Are you sure it’s proper english.
It’s definitely a well-known phenomenon, and a regularly used term at least in southern California: http://en.wikipedia.org/wiki/Gleeking
I asked my Japanese students about it about an hour ago, and they know exactly what I’m talking about, but they don’t say anything to express the phenomenon.
It’s a pretty new word… Maybe 10 or 20 years old? Before that, it was called ’snake spitting’. (Because it often makes 2 streams of spit.)
It’s actually not that hard, and most people can do it if they practice… What I’ve found, though, is that once you manage to make your mouth do it on command, you’re more likely to do it by accident ever after.
I didn’t know there was an english word for it either.
Learned to do it as a kid, and yes, it happens a lot more by accident afterwards.
Action portrays a hundred words.
I’d kill to gleek. I’ve never been able to do it and I feel like less of a man, because of the fact.

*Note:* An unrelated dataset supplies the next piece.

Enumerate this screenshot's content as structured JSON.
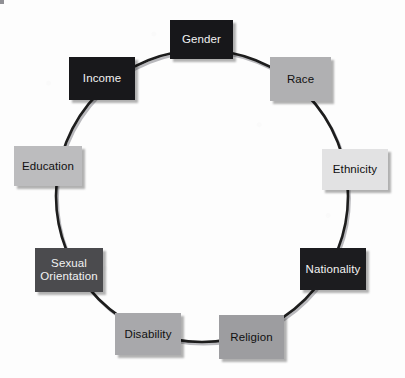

We know of the gleeking in Northern California too. My friends and I used to gleek at each other to pass time in Highschool. When you get good at it, it can be done very stealthily without disturbing a class (as in definition number 4 in the urbandicitonary – warning feint of heart should not read definition 6).
We use the same word here in Vancouver, Canada, so it’s not just a california thing i guess. I can’t seem to find it in any german dictionaries either (and I’m learning german right now). I’ll try to remember to ask some germans if they have a word for it too.
Here in the American south, I’ve only ever encountered the word in Shakespeare.
We always called it ’snaking’, and I never was able to do it.
I suppose that you could verb ’snake’ somehow, but you’d still end up with a lot of explanation. I think you’d be best to katakanize it and leave it alone.